Their decision also was wrong.

The last thing people want as they are about to tuck in to America's annual tribute to its bounteous food supply is to be reminded of what makes that abundance possible. No one wants to know that the turkey on their table may have been raised in overcrowded conditions and killed inhumanely, nor that it might contain contaminants such as chemicals, dirt, and feces. That's not what Thanksgiving Day, and especially the Macy's parade, are all about.

But if having our eyes wide open about everything we are giving thanks for is not the correct spirit, what is?

The first Macy's parade in 1924 was largely an employee-driven affair featuring zoo animals, but the department store decided to make it an annual event. It's not too cynical to suggest that the store's top brass recognized the advantage of having the name attached to a popular event.

Balloons soon replaced live animals and in 1934, Macy's collaborated with Walt Disney Studios to create the first Mickey Mouse balloon. Since then, commercial characters - from Popeye, Snoopy, and the Pillsbury Doughboy to Spider-Man, SpongeBob SquarePants, and Ronald McDonald - have assumed an increasingly prominent place among parade balloons.

This isn't bad. We love the balloons and floats as much as anyone. But the parade is what it is, and isn't what it is not, which is a celebration of the real meaning of Thanksgiving.

It seems, therefore, that commercialism is the spirit that was being protected by NBC affiliates in Raleigh, Little Rock, Columbia, S.C., and Savannah, Ga.
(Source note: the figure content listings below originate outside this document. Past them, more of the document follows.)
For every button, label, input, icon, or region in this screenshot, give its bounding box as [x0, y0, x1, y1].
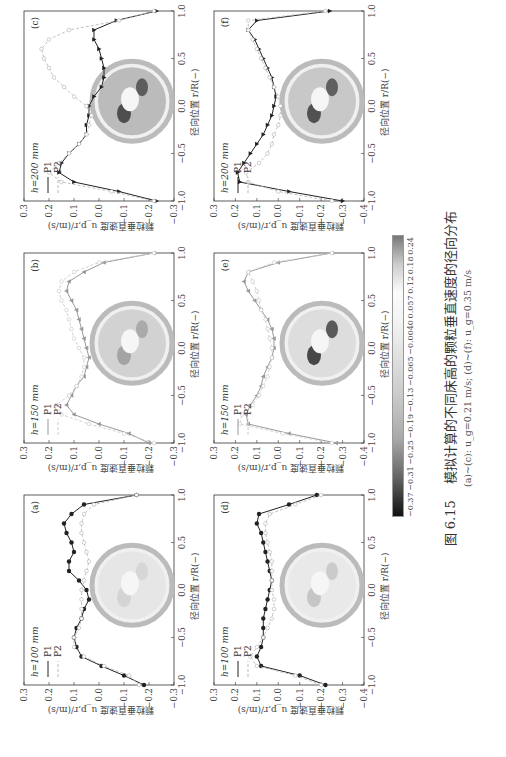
data-point-p1 [315, 493, 319, 497]
data-point-p2 [80, 607, 84, 611]
x-tick-label: 0.0 [177, 583, 187, 597]
data-point-p2 [40, 47, 44, 51]
x-tick-label: 0.5 [177, 536, 187, 550]
data-point-p2 [268, 76, 272, 80]
chart-panel-a: 0.30.20.10.0−0.1−0.2−0.3−1.0−0.50.00.51.… [18, 489, 208, 717]
figure-subcaption: (a)~(c): u_g=0.21 m/s; (d)~(f): u_g=0.35… [462, 0, 473, 757]
colorbar-tick: 0.18 [406, 257, 415, 275]
data-point-p1 [259, 531, 263, 535]
y-axis-label: 颗粒垂直速度 u_p,r/(m/s) [48, 462, 154, 475]
data-point-p2 [42, 57, 46, 61]
data-point-p2 [264, 318, 268, 322]
x-axis-label: 径向位置 r/R(−) [188, 310, 201, 378]
colorbar-gradient [392, 235, 404, 517]
x-tick-label: −1.0 [367, 191, 377, 212]
y-tick-label: 0.0 [94, 204, 104, 218]
x-tick-label: 1.0 [177, 4, 187, 18]
data-point-p1 [67, 569, 71, 573]
data-point-p2 [65, 308, 69, 312]
data-point-p2 [255, 645, 259, 649]
data-point-p2 [330, 441, 334, 445]
colorbar-tick: −0.37 [406, 492, 415, 517]
data-point-p2 [272, 607, 276, 611]
data-point-p2 [135, 493, 139, 497]
legend-height-label: h=100 mm [30, 627, 40, 677]
data-point-p1 [87, 597, 91, 601]
y-tick-label: 0.0 [273, 446, 283, 460]
data-point-p2 [257, 394, 261, 398]
y-tick-label: 0.0 [94, 688, 104, 702]
data-point-p2 [152, 441, 156, 445]
data-point-p2 [152, 251, 156, 255]
x-tick-label: −0.5 [367, 627, 377, 648]
data-point-p2 [82, 512, 86, 516]
legend-height-label: h=150 mm [30, 385, 40, 435]
y-tick-label: 0.2 [44, 688, 54, 702]
y-tick-label: 0.1 [252, 204, 262, 218]
caption-number: 图 6.15 [443, 500, 458, 546]
data-point-p2 [102, 664, 106, 668]
data-point-p2 [72, 270, 76, 274]
x-tick-label: 0.5 [177, 52, 187, 66]
data-point-p2 [97, 261, 101, 265]
colorbar-tick: −0.13 [406, 388, 415, 413]
data-point-p2 [60, 280, 64, 284]
data-point-p2 [268, 550, 272, 554]
data-point-p2 [47, 66, 51, 70]
data-point-p2 [80, 522, 84, 526]
data-point-p2 [270, 588, 274, 592]
legend-label-p1: P1 [43, 403, 53, 415]
data-point-p2 [281, 432, 285, 436]
data-point-p2 [80, 598, 84, 602]
data-point-p2 [85, 550, 89, 554]
x-tick-label: −1.0 [177, 675, 187, 696]
y-axis-label: 颗粒垂直速度 u_p,r/(m/s) [48, 704, 154, 717]
data-point-p2 [261, 636, 265, 640]
data-point-p2 [272, 261, 276, 265]
chart-panel-d: 0.30.20.10.0−0.1−0.2−0.3−0.4−1.0−0.50.00… [208, 489, 398, 717]
y-tick-label: 0.1 [69, 446, 79, 460]
data-point-p2 [264, 531, 268, 535]
data-point-p2 [152, 9, 156, 13]
x-tick-label: 1.0 [177, 246, 187, 260]
data-point-p2 [272, 598, 276, 602]
x-axis-label: 径向位置 r/R(−) [188, 68, 201, 136]
data-point-p1 [67, 559, 71, 563]
data-point-p2 [276, 190, 280, 194]
x-tick-label: 1.0 [177, 488, 187, 502]
data-point-p2 [246, 28, 250, 32]
data-point-p1 [261, 540, 265, 544]
data-point-p1 [261, 616, 265, 620]
data-point-p2 [272, 133, 276, 137]
x-tick-label: 1.0 [367, 4, 377, 18]
colorbar-ticks: −0.37−0.31−0.25−0.19−0.13−0.065−0.00400.… [406, 237, 415, 517]
data-point-p2 [330, 199, 334, 203]
y-axis-label: 颗粒垂直速度 u_p,r/(m/s) [238, 462, 344, 475]
data-point-p1 [263, 607, 267, 611]
y-tick-label: 0.3 [19, 204, 29, 218]
panel-tag: (a) [30, 501, 40, 513]
data-point-p2 [251, 280, 255, 284]
data-point-p2 [77, 626, 81, 630]
panel-tag: (e) [220, 259, 230, 271]
panel-tag: (c) [30, 17, 40, 29]
colorbar-tick: −0.31 [406, 466, 415, 491]
x-axis-label: 径向位置 r/R(−) [378, 68, 391, 136]
data-point-p2 [255, 289, 259, 293]
colorbar-tick: −0.19 [406, 414, 415, 439]
y-tick-label: 0.1 [252, 446, 262, 460]
x-tick-label: 1.0 [367, 246, 377, 260]
data-point-p2 [246, 19, 250, 23]
data-point-p1 [62, 521, 66, 525]
data-point-p2 [251, 38, 255, 42]
data-point-p2 [70, 327, 74, 331]
legend-label-p1: P1 [233, 161, 243, 173]
legend-label-p2: P2 [243, 403, 253, 415]
data-point-p2 [80, 588, 84, 592]
x-tick-label: 0.0 [177, 341, 187, 355]
x-tick-label: −0.5 [177, 143, 187, 164]
x-tick-label: −1.0 [367, 675, 377, 696]
x-tick-label: −0.5 [367, 385, 377, 406]
data-point-p1 [69, 512, 73, 516]
legend-label-p1: P1 [233, 645, 243, 657]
That conclusion is reinforced by the barrage of ads accompanying NBC's parade coverage in which viewers were urged to shop early and often, beginning before dawn on Black Friday, the day after Thanksgiving.

It's easy to condemn PETA's ad as just another liberal attempt to spoil things for everyone else, but there is a more important principle at stake. Televisions stations should no more be allowed to ban vegan ads on Thanksgiving than to refuse to air Republican ads during the Democratic National Convention.

How turkeys are treated before they get to the table may be an inconvenient truth, but as hunters say to people who think killing animals is barbaric, "Where do you think you meat comes from?"